The role of the United States remains debated. Some scholars have suggested that American officials briefly considered supporting an independent Sicily, but the evidence is limited. What is clear is that the Allies tolerated the separatist movement in its early stages, then suppressed it when it threatened Italian stability. The United States ultimately prioritized a unified, anti-communist Italy over any territorial reorganization.

Conclusion

The Sicilian separatist movement was a genuine popular uprising rooted in centuries of exploitation and neglect. It drew on the island’s history of foreign domination, its poverty, and its deep distrust of mainland Italian rule. The movement’s armed wing, led first by Antonio Canepa and later by the bandit Salvatore Giuliano, waged a guerrilla war against the Italian state. The movement’s political wing won nearly 9% of the vote in the 1947 regional election. But the movement was undone by its own internal divisions, by the brutality of the Portella della Ginestra massacre, and by the Italian state’s combination of military force and political co-optation.
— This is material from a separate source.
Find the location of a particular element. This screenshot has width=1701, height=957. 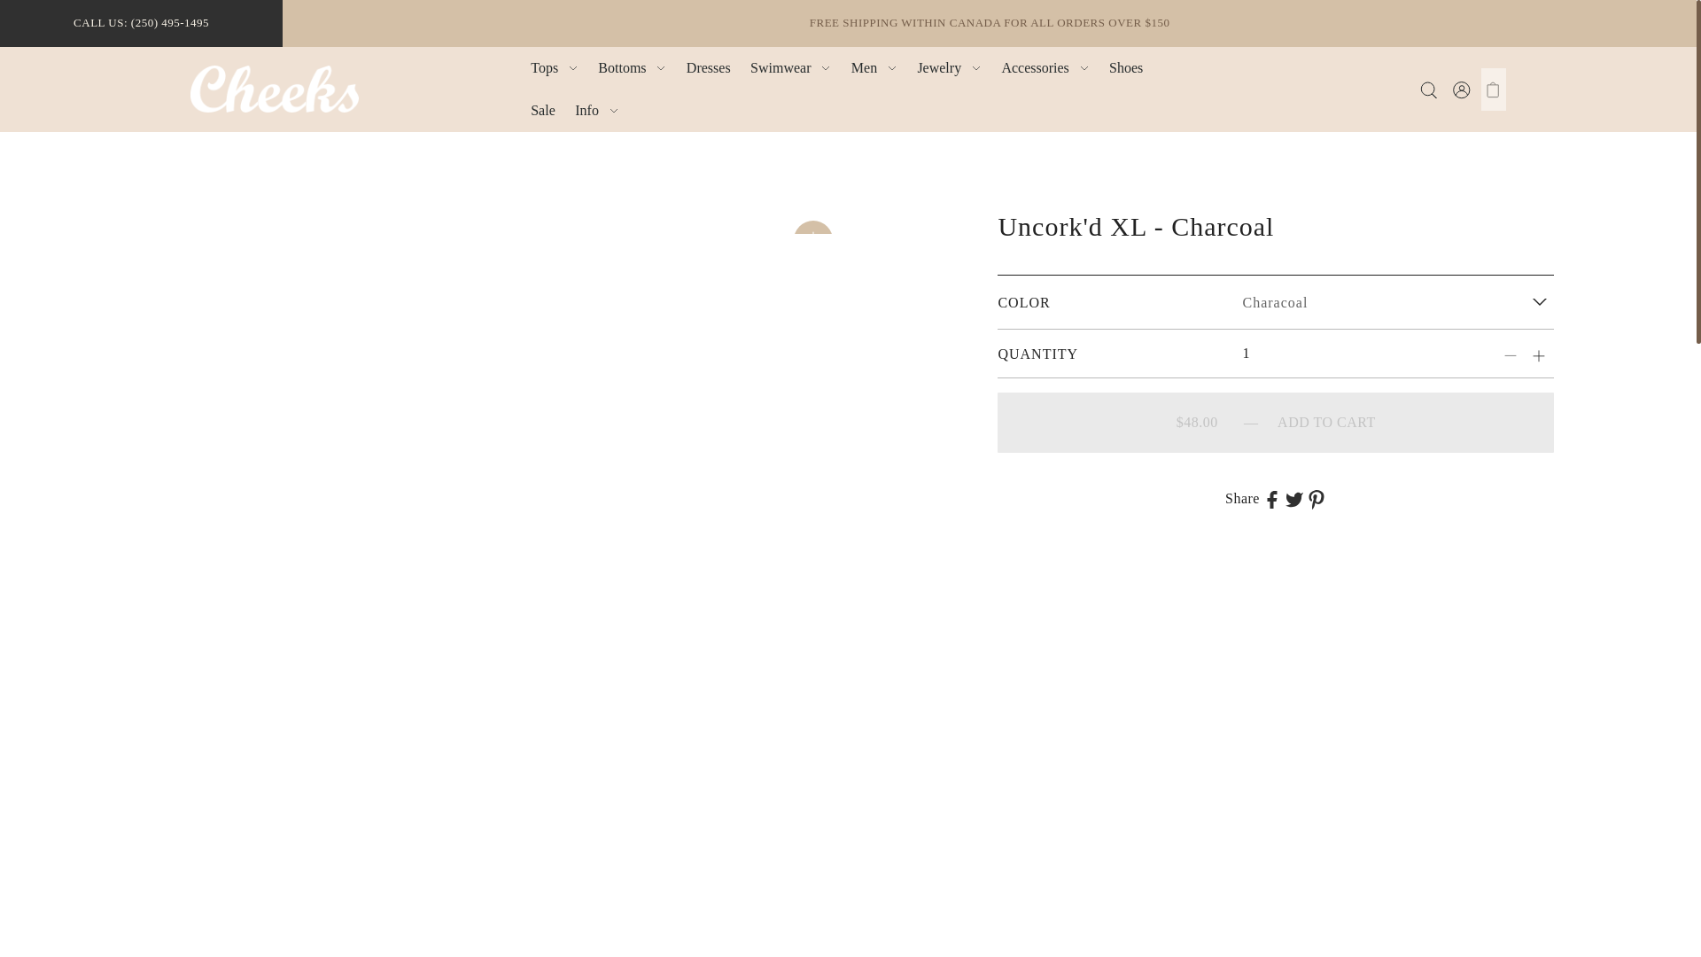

The autonomy statute of 1946 defused the separatist threat. Sicily remained part of Italy, but with a degree of self-government that it had never enjoyed before. The movement’s legacy is ambiguous: it failed to achieve independence, but it won significant concessions. The grievances that fueled it—economic inequality, political marginalization, and cultural resentment—have not disappeared. The movement’s history is a reminder that Italy’s unification was never fully accepted by all of its citizens, and that the dream of an independent Sicily, however faded, has not entirely died.

Further Reading & Sources

· Dickie, John. Cosa Nostra: A History of the Sicilian Mafia. Hodder & Stoughton, 2004.
· Duggan, Christopher. A Concise History of Italy. Oxford University Press, 2015.
· Ginsborg, Paul. A History of Contemporary Italy: Society and Politics, 1943–1988. Penguin, 1990.
· Mack Smith, Denis. A History of Sicily: Modern Sicily After 1713. Chatto & Windus, 1968.
· Servadio, Gaia. Mafioso: A History of the Mafia from Its Origins to the Present Day. Secker & Warburg, 1976.
· Renda, Francesco. Storia della Sicilia dal 1860 al 1970. Sellerio, 1984. (Italian language.)
· Lupo, Salvatore. History of the Mafia. Columbia University Press, 2009.